Even at 100, still making a splash



After swimming the 50-meter freestyle Sunday morning, Marie Kelleher climbed out of the pool, posed for a few pictures — she was like a celebrity, so many people wanted to put their arms around her and smile for a camera — and eventually pulled on some dry clothes.
Once she had run the gauntlet of well-wishers, I asked if she felt good during the race.
“No,” she said with a laugh, “but I finished.”
Finish, she did — and set a national record, which is pretty much what she does every time she swims a race since she recently ascended into an age group where there isn’t a lot of competition. She turned 100 in December.
Still, Sunday’s swim at the steamy NOVA of Virginia Aquatic Center in the David Gregg III Memorial Meet, the Virginia Masters Swim Team’s annual winter meet for swimmers ages 18 to 100-plus, was something of a milestone. It was Kelleher’s first race since she turned 100, and also her first since she experienced what she discreetly referred to as “this problem.”
By this problem, she meant a stroke, and I don’t mean the butterfly.
After swimming one morning in early November, she was having breakfast when she discovered she couldn’t pick up a spoon. She phoned one of her sons, and her speech was slurred, so he hustled to her Glen Allen home and took her to the hospital.
She was fortunate, she said, the stroke was a mild one.
After weeks of relentless rehabilitation, Kelleher regained her strength and coordination. Now, she’s driving again — yes, she drives herself to work; she remains chairman of Kelleher Corp., the family business — and she’s back in the pool, swimming laps several days a week before dawn.
I want to be like her if I get to be 100.
Nancy Miller, the director of Sunday’s meet, has known Kelleher for years and used to be her coach. She confirmed to me that Kelleher is at once modest and reserved, yet also determined and fiercely competitive.
“Marie is indeed a force of nature,” Miller said, before adding: “She is, quite simply, my hero.”
Kelleher spent her early childhood in Brooklyn, N.Y., in a household where German and English were spoken until her father, who was born in Switzerland, came home from his job with a plastering company one day and said they had better stop speaking German, or else he might be accused of being a spy. World War I was in progress.
Soon after, the family moved to Alexandria, where Kelleher did most of her growing up and where she learned to swim at a municipal pool, the afternoon reward for a morning of chores. However, she didn’t swim competitively until she “retired” at age 65, and her daughter, who did a lot of swimming, thought it would be good for her mother to do the same, so she signed her up for a meet.
“I got hooked,” said Kelleher.
Swimming wasn’t her only post-retirement pursuit. She began taking classes at Virginia Commonwealth University — not to earn a degree, but to “keep my mind in shape” — and learned to do needlepoint and even took piano lessons.
“I didn’t want to just vegetate,” she said. “That, I think, is the worst thing you can do.”
She doesn’t watch television, preferring to read instead. She has never smoked, and alcohol holds no appeal; a long-ago sip of wine didn’t do anything for her. Nor does she drink coffee, tea or sodas. She is, however, a fan of chocolate.
When I visited Kelleher at her home last week, she warned me that she is a slow swimmer — “I guess age does that to you,” she said with a laugh — and how she hates that she might delay others.
No one seemed to be bothered at Sunday’s meet, in which most swimmers were a fraction of her age. The next-oldest swimmer was 90, and several swimmers are in their 80s.
It’s true the other swimmers in her race were finished with their 50 meters by the time she made the turn at 25. What she lacks in speed, though, she makes up in efficiency: She truly glides across the water in the sort of effortless manner of someone who knows what she’s doing. Her approach is simple: a nice, steady pace with no thrashing about, just as she has led her life.
The crowd began to cheer as she made the turn and roared when she finished, standing and applauding, appreciating not so much outright speed as a victory of personal and historic achievement. Miller said she knows of only two registered master swimmers over the age of 100, both in Europe. This is not something you see every day.
When it was over, Kelleher was greeted by a small mob of children, grandchildren and great-grandchildren. “It’s a family reunion,” her son Joe said of each of his mom’s swim meets.
Her time Sunday was 1:58.08. She didn’t feel it was her best, but every athlete has off days. Yet, when you’re 100 and you’re three months out from lying in a hospital being treated for a stroke, I can’t help but think every day you can swim is a good one.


→ **ACTIVITY**: Print the data below again in full, exactly as it stands, with no images.

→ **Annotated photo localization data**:
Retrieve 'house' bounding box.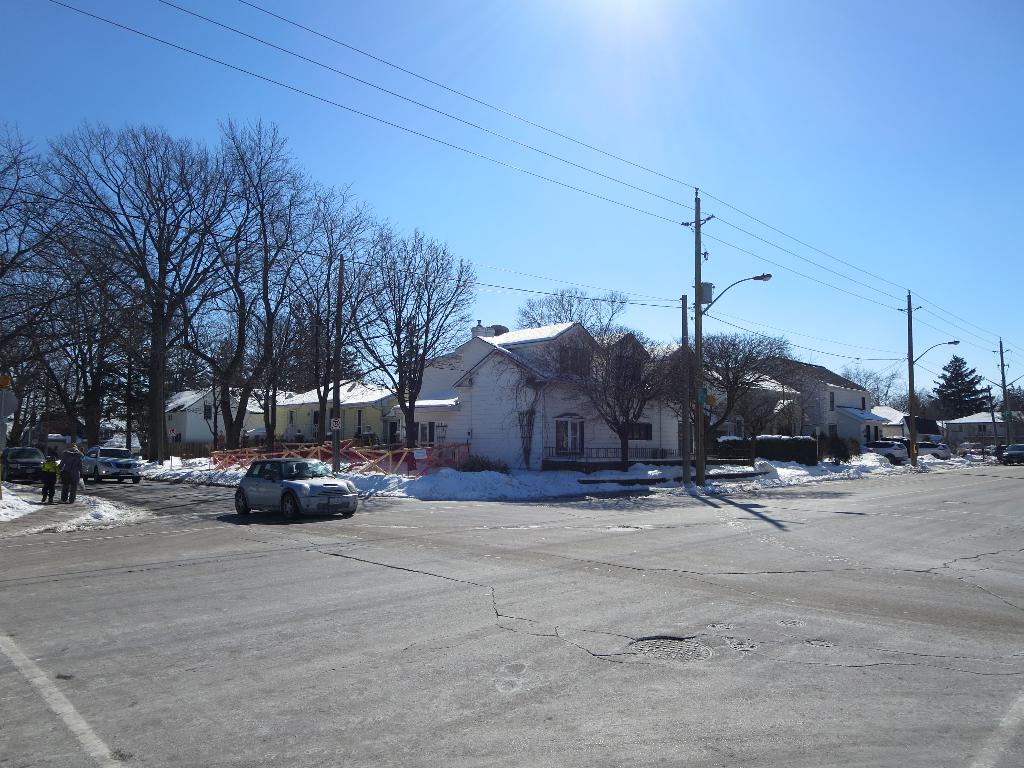
Bounding box: 156, 372, 291, 442.
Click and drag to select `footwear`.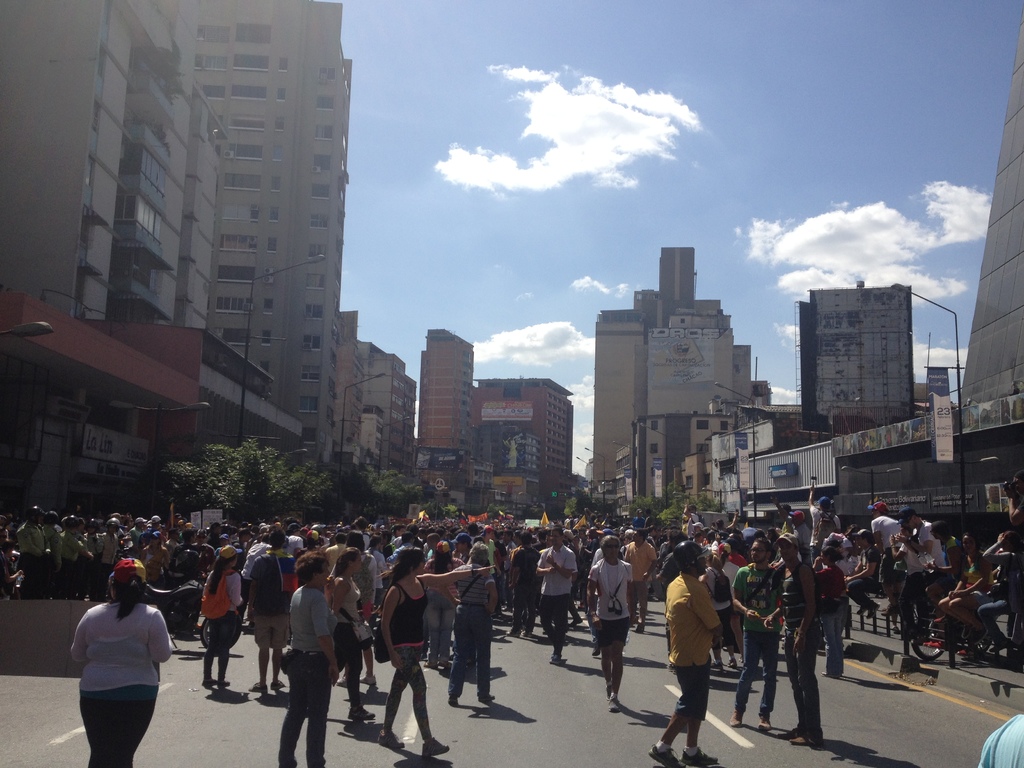
Selection: [541, 625, 547, 636].
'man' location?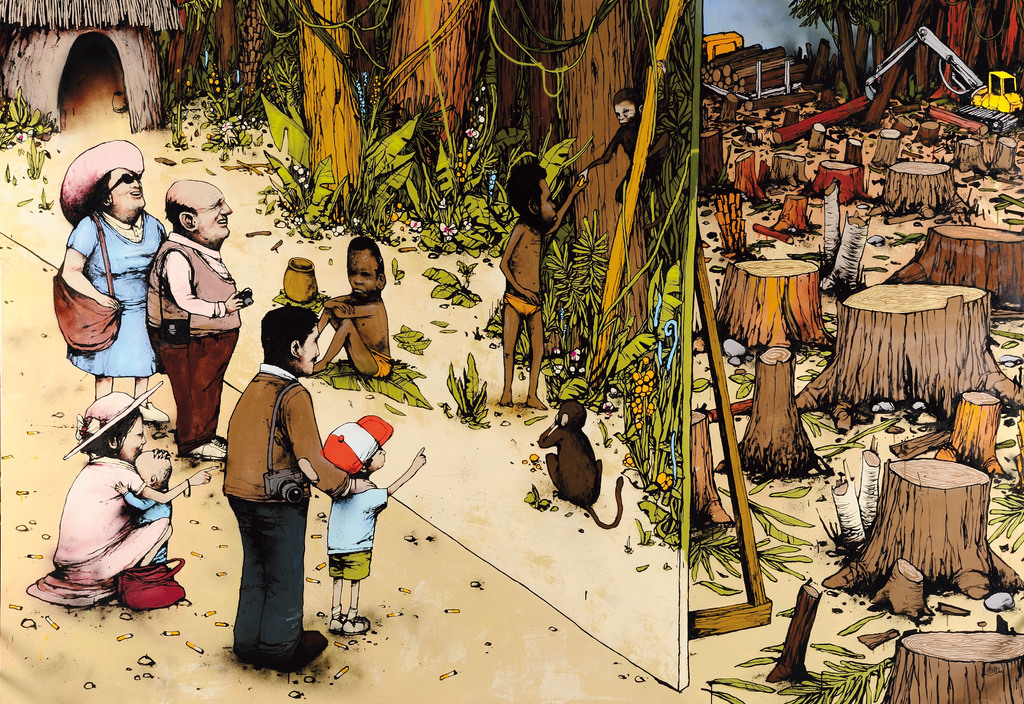
BBox(142, 177, 248, 460)
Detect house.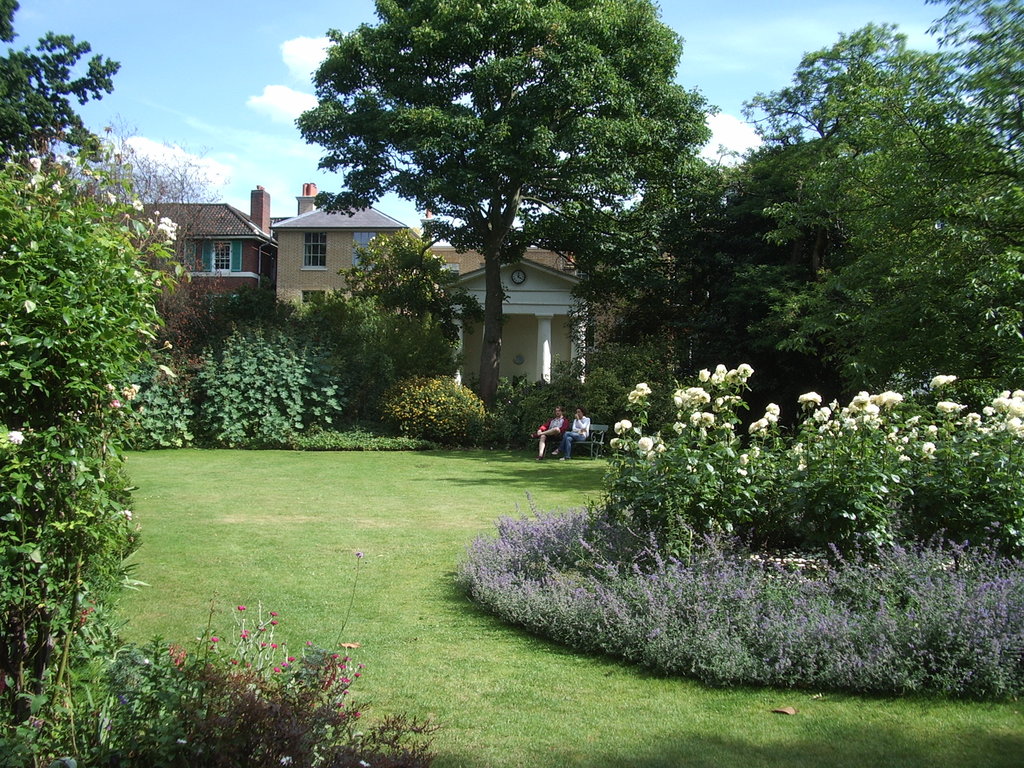
Detected at (x1=92, y1=183, x2=277, y2=372).
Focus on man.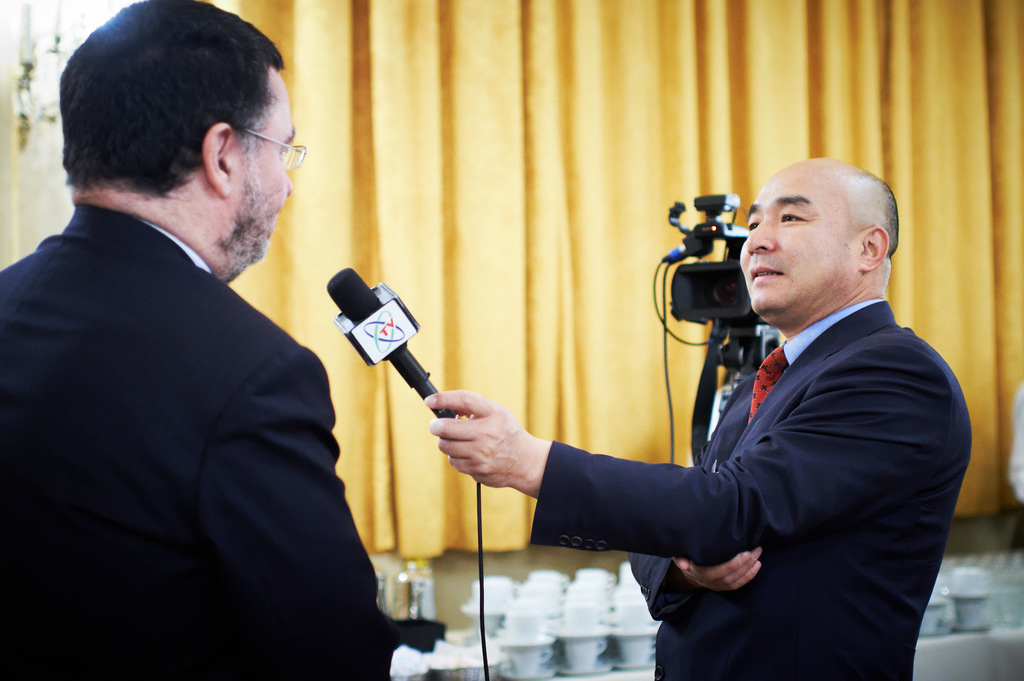
Focused at pyautogui.locateOnScreen(421, 150, 969, 678).
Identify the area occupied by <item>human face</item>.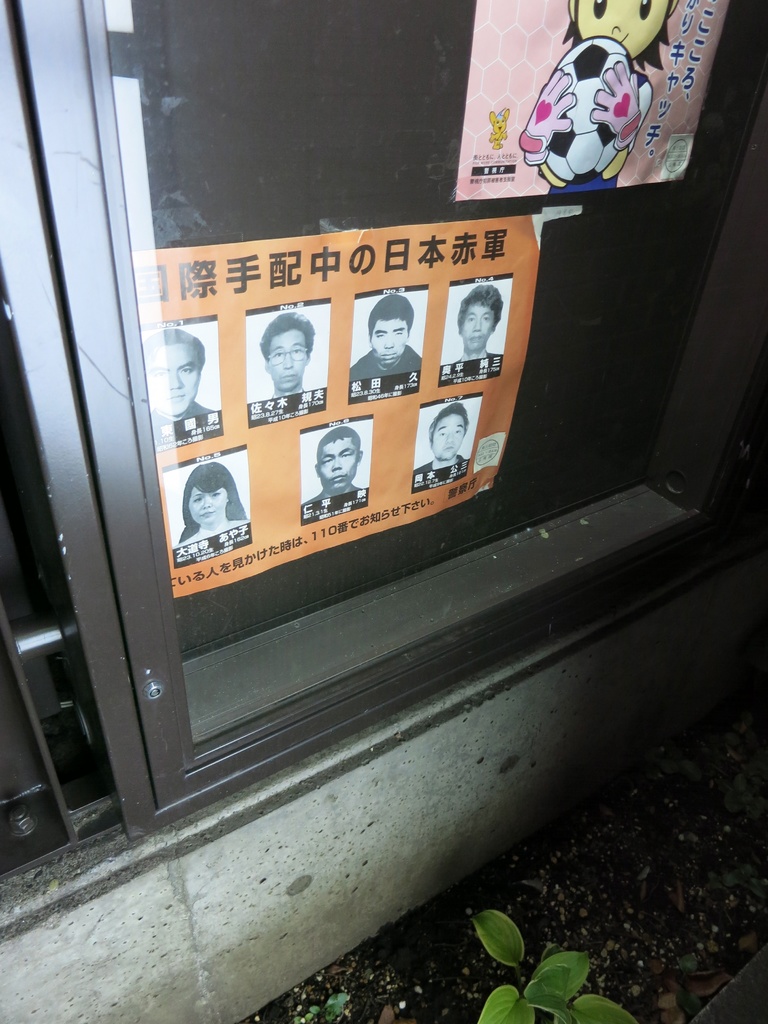
Area: rect(164, 348, 205, 414).
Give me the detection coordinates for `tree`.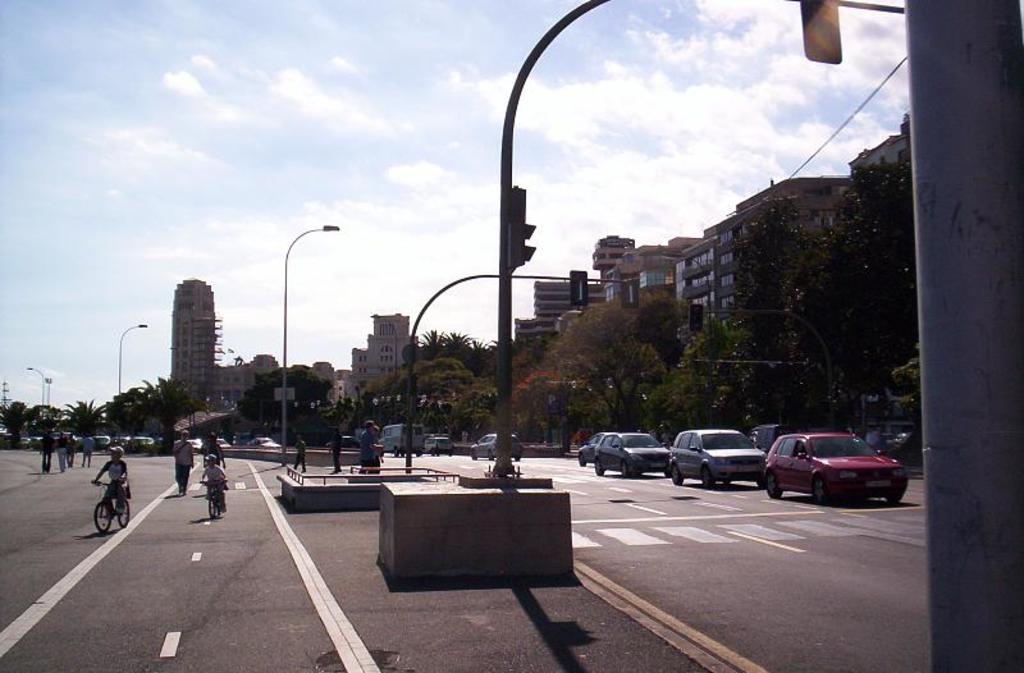
bbox=(380, 383, 416, 435).
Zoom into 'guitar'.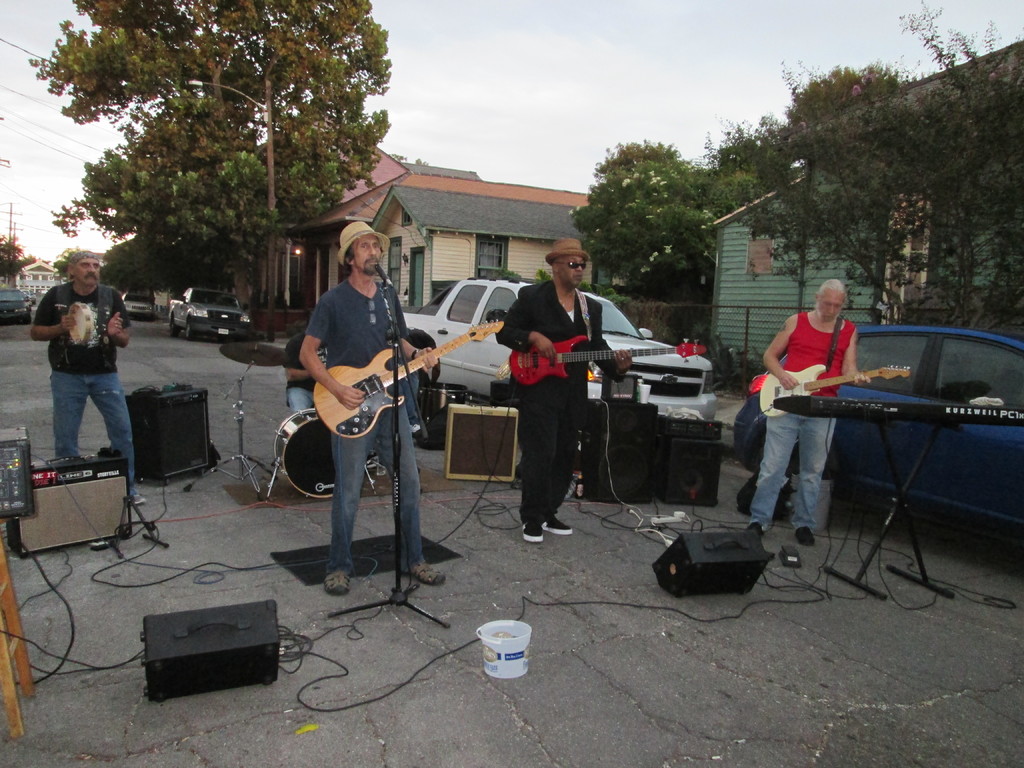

→ **ANSWER FOR THIS EXERCISE**:
Retrieve 'house' bounding box.
Bounding box: 156, 372, 291, 442.
Click and drag to select `footwear`.
Selection: [541, 625, 547, 636].
'man' location?
BBox(142, 177, 248, 460)
Detect house.
Detected at (x1=92, y1=183, x2=277, y2=372).
Focus on man.
Focused at pyautogui.locateOnScreen(421, 150, 969, 678).
Identify the area occupied by <item>human face</item>.
Area: rect(164, 348, 205, 414).
Give me the detection coordinates for `tree`.
bbox=(380, 383, 416, 435).
Zoom into 'guitar'.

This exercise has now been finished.